Bennett raised her eyebrows. “You’llgetsnarky?”

“You have no idea,” Beth said. She tapped the pen on the table. “So again, your theory is that one of the SDPD’s best and brightest went off the deep end because he didn’t get overtime. Too bad and so sad, but how does that involve my client? It’s nine minutes now, so… be succinct.”

Nine minutes. By Cade’s count, Bennett wasted a good five seconds of them in a staring match with Beth. Then she gave a thin twitch of a smile and looked down to flick through the file in front of her.

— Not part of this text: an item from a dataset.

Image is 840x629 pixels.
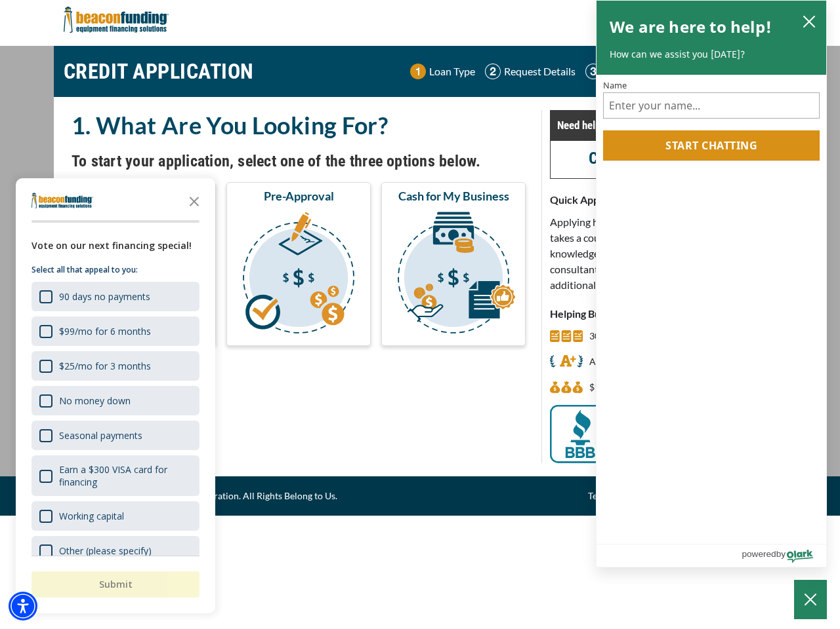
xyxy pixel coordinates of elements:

“You see, I don’t know,” Bennett said. “Maybe he was just sick of being the clean-up crew. Or he saw this Clemons guy being harassed month after month, with nothing we could do to help him, and just… made the wrong call. At the end of the day, though, I don’t know why Marlow, who was a good cop, did this. I don’t know what pushed him to it or what pressure finally made him snap. He wasn’t talking to me. He wasn’t talking to any of us, anyone in the department, not really. The only person he talked to was Mr. Deacon, here. We have phone calls, messages, secret meetings—”

Cade shifted his weight and brought the front legs of the chair down with a thud.

“We were going to fuck,” he said. “Sometimes I like to talk first.”

“I’m sure you talk during, as well,” Bennett said. She held up her hand in front of Beth’s face to stop whatever comment she’d been about to make. “I know. Seven minutes. Did you have any idea that Marlow planned to do something like this?”

“No,” Cade said.

“At any point did he talk to you about Victor Clemons's problem with Barney Lyons? Did he express sympathy for Clemons’s situation or seem frustrated at Lyons?”

“No.”

“Did he seem upset about anything when you last spoke? Angry? Depressed? Conflicted?”

Cade hesitated for a second before he answered. He glanced at the one-way mirror that took up one wall of the interrogation room and wondered who was on the other side. O’Hara? One of Piper’s one-time goons? If Cade put his cards on the table right now, would it make the situation worse or put some reasonable doubt in people’s minds?

It was hard to tell, but if he spat out something like that without running it past his legal counsel, Beth would kill him.

He flicked his attention back to Bennett. “He seemed fine,” he said.

Bennett licked her split lip and pulled a report out of her file. She glanced briefly—performatively—at it and set it down in the middle of the table.

“And the last time you saw him?” she said as she tapped the paper with a bruised finger. “That would be at the strip club where you were involved in a shootout, and a stripper ended up in hospital?”

Beth cleared her throat and reached out to grab the sheet. She ran her gaze down it quickly.

“Okay,” she said as she held up one finger to stall the conversation.

“That wasn’t the last time I saw him,” Cade said. “The last time I saw him was later that night, when he had his hand around my—”

“Time’s up,” Beth interrupted him, one hand on his forearm to remind him why she was there. “My client’s free to leave? Isn’t that where we left it?”

“By my clock,” Bennett said. “I’ve another five minutes.”

Beth gave her a thin smile as she stood up. “Your clock is wrong, Officer Bennett,” she said as she gathered her stuff up. “We’re leaving. Unless you intend to detain my client, in which case I can schedule in an extra few hours to bring the SDPD’s roof down around your collective ears.”

For a second, it looked like Bennett, the muscles in her jaw clenched so hard her teeth had to ache, would try and call Beth’s bluff. Then she grimaced sourly and stood up.